4 - Versification

4.1 - What is meter?

In this section on versification, we will concentrate our energies on understanding only one of the many different conventional patterns that enable and constrain poetic composition, namely the meter traditionally referred to as iambic pentameter. The reasons for forsaking Anglo-Saxon alliterative meter, Hopkins' sprung rhythm, triple meters, falling duple meters, etc. here are both practical (time and space) and conceptual. Iambic pentameter has been, since the Renaissance, the meter of choice for most English-language poets. Our aim here is both to understand what it is and to suggest some of the reasons for its dominance, or some might say, hegemony. At a practical level, if you can understand iambic pentameter, you will find it relatively easy to analyze other types of metrical and even non-metrical poetry.

But before moving to the specifics of iambic pentameter, let's revisit briefly the whole idea of METER. What is meter? Cureton offers this definition: "Meter represents our rhythmic response to (relatively) regular pulsations in a perceptual medium, to moment-to-moment alternations of inactivity and activity, stasis and change--a response that seems to be deeply embedded in all biological organization. Technically, meter divides the text into a hierarchy of measures articulated by a hierarchy of metrical beats" (RPEV 123-124). There are several features of this definition worth drawing out. First, by talking about a "perceptual medium" rather than poetry specifically, the definition emphasizes the deeply physiological basis of rhythm. Meter is a part of animal as well as human life and present throughout a wide range of human experience, not just in literature and music. Second, the alternations of stasis and change have no set beginning or ending points. To quote a graphically apt metaphor coined by some music theorists, "meter is like wallpaper: it can begin and end anywhere" (Lerdahl and Jackendoff as quoted in RPEV 125). Thus, meter has no inherent teleology or sense of direction; it groups events or pulses in a local and objective manner without regard for their purpose or direction. There is nothing inherent in meter itself to make it begin or end. As we will see in the section on rhythmic phrasing (section 5), it is only through rhythmic grouping and prolongation that readers gain a sense of direction, anticipation and resolution. Finally, with specific reference to poetry, the definition indicates that meter segments a text into hierarchical patterns of beats that we can call measures.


■ ABOUT THIS TASK ■
In the records that follow, show each line where the word "Physicians" is present.

■ Collection entries ■
——
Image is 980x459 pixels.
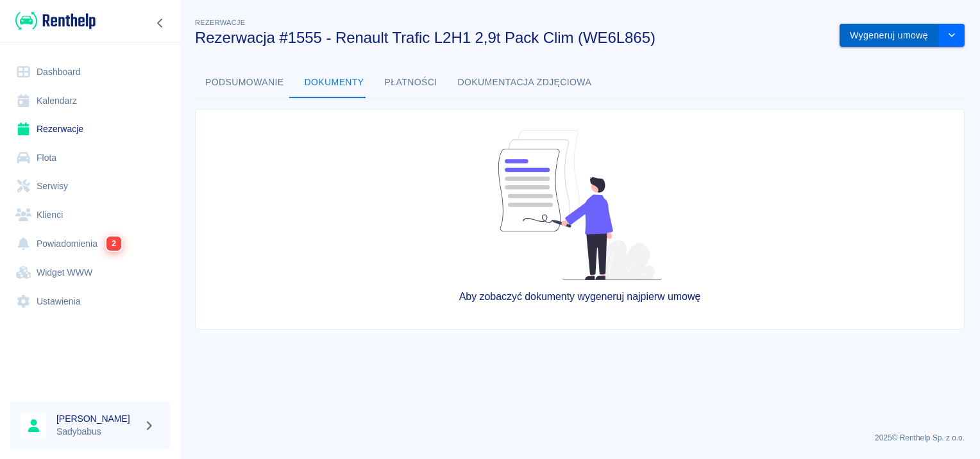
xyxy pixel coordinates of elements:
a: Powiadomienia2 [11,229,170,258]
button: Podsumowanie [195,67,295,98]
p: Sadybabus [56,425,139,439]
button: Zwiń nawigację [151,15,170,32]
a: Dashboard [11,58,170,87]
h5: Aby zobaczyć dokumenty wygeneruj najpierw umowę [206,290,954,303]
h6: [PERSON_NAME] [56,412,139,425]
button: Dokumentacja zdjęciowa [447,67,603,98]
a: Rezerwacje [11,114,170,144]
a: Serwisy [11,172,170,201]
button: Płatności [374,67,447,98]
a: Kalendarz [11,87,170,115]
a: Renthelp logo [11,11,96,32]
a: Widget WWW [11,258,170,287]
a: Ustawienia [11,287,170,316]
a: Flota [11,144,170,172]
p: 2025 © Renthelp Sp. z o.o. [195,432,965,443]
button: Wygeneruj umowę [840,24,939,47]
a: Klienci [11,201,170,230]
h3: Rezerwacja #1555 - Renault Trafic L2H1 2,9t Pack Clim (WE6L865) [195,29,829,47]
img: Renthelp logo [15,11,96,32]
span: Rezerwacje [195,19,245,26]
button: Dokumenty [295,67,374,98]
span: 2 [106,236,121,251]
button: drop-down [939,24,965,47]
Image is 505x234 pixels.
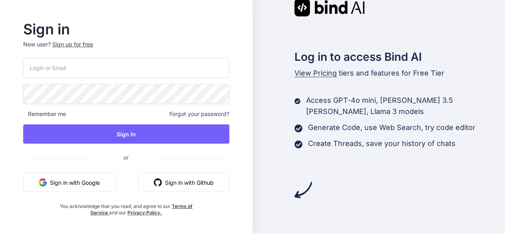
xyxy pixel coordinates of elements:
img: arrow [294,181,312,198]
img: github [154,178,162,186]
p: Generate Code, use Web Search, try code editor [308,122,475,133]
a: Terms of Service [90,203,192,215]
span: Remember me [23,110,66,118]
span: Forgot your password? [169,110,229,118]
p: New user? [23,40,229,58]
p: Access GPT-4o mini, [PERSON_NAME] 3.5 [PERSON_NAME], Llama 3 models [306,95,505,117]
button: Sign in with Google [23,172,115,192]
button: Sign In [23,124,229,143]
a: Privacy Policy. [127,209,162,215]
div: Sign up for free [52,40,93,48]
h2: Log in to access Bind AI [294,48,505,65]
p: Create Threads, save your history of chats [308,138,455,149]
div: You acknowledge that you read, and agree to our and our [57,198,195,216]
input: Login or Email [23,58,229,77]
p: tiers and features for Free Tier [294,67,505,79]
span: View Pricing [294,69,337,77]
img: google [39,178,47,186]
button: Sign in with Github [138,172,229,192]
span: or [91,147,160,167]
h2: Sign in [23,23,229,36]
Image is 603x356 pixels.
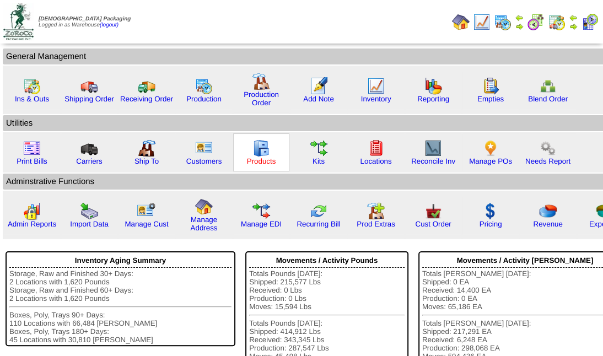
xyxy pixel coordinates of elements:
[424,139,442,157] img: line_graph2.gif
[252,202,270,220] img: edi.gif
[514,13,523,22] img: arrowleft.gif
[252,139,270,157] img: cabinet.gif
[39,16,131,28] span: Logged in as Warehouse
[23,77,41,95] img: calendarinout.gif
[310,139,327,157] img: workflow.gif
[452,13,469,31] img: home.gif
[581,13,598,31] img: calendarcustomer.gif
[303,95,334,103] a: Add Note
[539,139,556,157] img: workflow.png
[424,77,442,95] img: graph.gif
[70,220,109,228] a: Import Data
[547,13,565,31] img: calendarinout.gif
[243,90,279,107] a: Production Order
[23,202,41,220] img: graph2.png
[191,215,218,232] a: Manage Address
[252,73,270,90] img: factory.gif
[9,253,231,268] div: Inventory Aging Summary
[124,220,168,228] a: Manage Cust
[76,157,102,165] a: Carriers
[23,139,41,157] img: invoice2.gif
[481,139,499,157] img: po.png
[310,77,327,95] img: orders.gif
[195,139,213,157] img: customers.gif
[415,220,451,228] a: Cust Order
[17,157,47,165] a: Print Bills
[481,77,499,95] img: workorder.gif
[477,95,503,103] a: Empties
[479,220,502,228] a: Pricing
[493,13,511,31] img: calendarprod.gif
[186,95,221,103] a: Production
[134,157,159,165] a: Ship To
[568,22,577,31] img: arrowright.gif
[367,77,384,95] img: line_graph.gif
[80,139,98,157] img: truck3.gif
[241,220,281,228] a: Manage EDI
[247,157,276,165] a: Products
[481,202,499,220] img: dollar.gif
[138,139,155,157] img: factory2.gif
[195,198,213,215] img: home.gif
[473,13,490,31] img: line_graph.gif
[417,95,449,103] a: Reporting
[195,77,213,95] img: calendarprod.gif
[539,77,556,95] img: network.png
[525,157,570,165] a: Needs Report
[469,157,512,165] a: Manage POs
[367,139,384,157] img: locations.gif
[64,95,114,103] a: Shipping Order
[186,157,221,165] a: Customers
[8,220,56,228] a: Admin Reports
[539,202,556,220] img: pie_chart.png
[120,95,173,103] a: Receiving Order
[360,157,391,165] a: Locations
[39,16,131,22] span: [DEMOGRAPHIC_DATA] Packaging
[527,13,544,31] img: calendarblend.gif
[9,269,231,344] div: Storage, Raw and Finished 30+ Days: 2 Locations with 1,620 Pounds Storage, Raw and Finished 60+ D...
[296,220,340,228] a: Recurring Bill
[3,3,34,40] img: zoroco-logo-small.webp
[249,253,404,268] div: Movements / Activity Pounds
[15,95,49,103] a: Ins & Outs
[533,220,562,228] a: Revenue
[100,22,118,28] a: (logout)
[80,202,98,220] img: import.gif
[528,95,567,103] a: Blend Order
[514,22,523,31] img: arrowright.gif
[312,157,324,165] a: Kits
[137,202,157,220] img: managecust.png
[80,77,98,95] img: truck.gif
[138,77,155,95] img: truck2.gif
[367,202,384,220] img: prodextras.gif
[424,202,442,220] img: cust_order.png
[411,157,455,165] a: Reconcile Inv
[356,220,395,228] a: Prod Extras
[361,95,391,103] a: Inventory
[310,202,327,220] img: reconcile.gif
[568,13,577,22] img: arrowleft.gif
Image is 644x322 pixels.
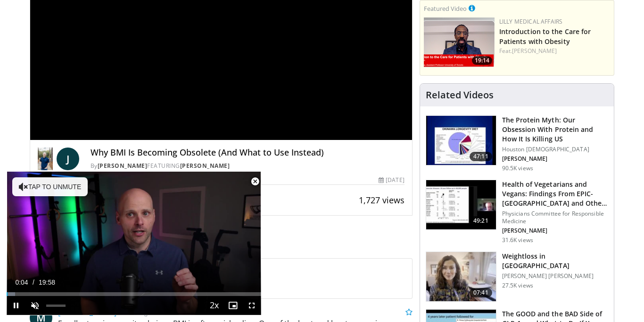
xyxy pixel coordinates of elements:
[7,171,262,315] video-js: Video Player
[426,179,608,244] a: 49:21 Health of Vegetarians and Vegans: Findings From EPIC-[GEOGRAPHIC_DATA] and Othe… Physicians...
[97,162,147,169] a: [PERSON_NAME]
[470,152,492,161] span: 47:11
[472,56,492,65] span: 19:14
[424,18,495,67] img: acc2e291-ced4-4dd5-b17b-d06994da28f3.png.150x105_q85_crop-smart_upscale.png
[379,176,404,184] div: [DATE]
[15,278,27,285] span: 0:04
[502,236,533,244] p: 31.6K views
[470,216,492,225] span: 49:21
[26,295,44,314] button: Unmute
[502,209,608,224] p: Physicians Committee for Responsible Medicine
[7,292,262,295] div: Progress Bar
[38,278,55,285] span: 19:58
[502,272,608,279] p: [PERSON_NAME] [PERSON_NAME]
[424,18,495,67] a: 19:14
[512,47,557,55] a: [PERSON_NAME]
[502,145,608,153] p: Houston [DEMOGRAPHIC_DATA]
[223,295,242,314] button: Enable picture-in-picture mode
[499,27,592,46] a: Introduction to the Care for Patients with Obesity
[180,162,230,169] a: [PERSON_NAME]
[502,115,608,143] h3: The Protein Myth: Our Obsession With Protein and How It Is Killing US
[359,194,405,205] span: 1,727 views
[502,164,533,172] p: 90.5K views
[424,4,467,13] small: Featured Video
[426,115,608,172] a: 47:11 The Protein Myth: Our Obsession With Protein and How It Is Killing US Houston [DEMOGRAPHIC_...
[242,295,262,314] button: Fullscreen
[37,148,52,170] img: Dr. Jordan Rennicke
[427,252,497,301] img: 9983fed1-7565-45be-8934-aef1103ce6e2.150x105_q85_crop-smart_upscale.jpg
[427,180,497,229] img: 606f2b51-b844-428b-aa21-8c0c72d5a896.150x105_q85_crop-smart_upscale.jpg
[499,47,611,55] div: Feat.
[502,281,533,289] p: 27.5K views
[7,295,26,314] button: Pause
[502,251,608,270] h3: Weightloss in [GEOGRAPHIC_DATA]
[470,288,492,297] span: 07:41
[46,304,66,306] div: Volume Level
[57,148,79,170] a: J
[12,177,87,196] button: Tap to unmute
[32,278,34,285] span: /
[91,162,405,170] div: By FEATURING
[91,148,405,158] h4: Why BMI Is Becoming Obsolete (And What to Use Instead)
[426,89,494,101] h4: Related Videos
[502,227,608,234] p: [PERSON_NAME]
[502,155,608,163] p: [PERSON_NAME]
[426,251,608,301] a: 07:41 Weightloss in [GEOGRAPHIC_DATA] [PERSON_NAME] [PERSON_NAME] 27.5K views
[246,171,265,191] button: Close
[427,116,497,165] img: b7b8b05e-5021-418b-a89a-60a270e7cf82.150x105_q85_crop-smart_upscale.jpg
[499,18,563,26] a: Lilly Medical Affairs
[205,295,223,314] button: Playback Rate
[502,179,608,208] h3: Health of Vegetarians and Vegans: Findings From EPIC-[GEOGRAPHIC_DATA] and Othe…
——
■ ANSWER FOR THIS EXERCISE ■
[426,179,608,244] a: 49:21 Health of Vegetarians and Vegans: Findings From EPIC-[GEOGRAPHIC_DATA] and Othe… Physicians...
[502,209,608,224] p: Physicians Committee for Responsible Medicine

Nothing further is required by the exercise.